The dreidel or sevivon is perhaps the most famous custom associated with Hanukkah . Indeed, various rabbis have tried to find an integral connection between the dreidel and the Hanukkah story; the standard explanation is that the letters nun, gimmel, hey, shin, which appear on the dreidel in the Diaspora, stand for nes gadol haya sham–“a great miracle happened there,”while in Israel the dreidel says nun, gimmel, hey, pey, which means “a great miracle happened here.”
One 19th-century rabbi maintained that Jews played with the dreidel in order to fool the Greeks if they were caught studying Torah, which had been outlawed. Others figured out elaborate gematriot [numerological explanations based on the fact that every Hebrew letter has a numerical equivalent] and word plays for the letters nun, gimmel, hey, shin. For example, nun, gimmel, hey, shin in gematria equals 358, which is also the numerical equivalent of mashiach or Messiah!
Finally, the letters nun, gimmel, hey, shin are supposed to represent the four kingdoms that tried to destroy us [in ancient times]: N = Nebuchadnetzar = Babylon; H = Haman = Persia = Madai; G = Gog = Greece; and S = Seir = Rome.
As a matter of fact, all of these elaborate explanations were invented after the fact.
The dreidel game originally had nothing to do with Hanukkah; it has been played by various people in various languages for many centuries. In England and Ireland there is a game called totum or teetotum that is especially popular at Christmastime. In English, this game is first mentioned as “totum” ca. 1500-1520. The name comes from the Latin “totum,” which means “all.” By 1720, the game was called T- totum or teetotum, and by 1801 the four letters already represented four words in English: T = Take all; H = Half; P = Put down; and N = Nothing.

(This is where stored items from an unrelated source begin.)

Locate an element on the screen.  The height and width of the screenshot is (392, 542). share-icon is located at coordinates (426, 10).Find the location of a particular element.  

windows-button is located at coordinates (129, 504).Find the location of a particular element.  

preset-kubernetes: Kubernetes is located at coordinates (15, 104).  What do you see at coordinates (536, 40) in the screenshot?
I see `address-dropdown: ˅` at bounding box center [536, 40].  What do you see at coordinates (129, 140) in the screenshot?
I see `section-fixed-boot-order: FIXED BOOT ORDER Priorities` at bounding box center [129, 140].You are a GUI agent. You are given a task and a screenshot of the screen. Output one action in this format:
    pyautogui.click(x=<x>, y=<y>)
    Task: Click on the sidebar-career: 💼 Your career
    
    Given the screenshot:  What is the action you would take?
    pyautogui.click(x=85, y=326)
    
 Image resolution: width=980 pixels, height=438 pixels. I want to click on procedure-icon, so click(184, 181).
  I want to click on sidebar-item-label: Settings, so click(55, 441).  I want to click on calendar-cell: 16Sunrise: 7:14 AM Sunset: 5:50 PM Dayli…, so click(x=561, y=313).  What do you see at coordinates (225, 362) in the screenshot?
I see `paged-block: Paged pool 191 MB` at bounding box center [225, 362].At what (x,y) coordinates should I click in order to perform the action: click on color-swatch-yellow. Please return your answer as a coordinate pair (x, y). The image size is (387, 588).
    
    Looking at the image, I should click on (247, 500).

Our Eastern European game of dreidel (including the letters nun, gimmel, hey, shin) is directly based on the German equivalent of the totum game: N = Nichts = nothing; G = Ganz = all; H = Halb = half; and S = Stell ein = put in. In German, the spinning top was called a “torrel” or “trundl,” and in Yiddish it was called a “dreidel,” a “fargl,” a “varfl” [= something thrown], “shtel ein” [= put in], and “gor, gorin” [= all].
When Hebrew was revived as a spoken language, the dreidel was called, among other names, a sevivon, which is the one that caught on.
Thus the dreidel game represents an irony of Jewish history. In order to celebrate the holiday of Hanukkah, which celebrates our victory over cultural assimilation, we play the dreidel game, which is an excellent example of cultural assimilation! Of course, there is a world of difference between imitating non-Jewish games and worshiping idols, but the irony remains nonetheless.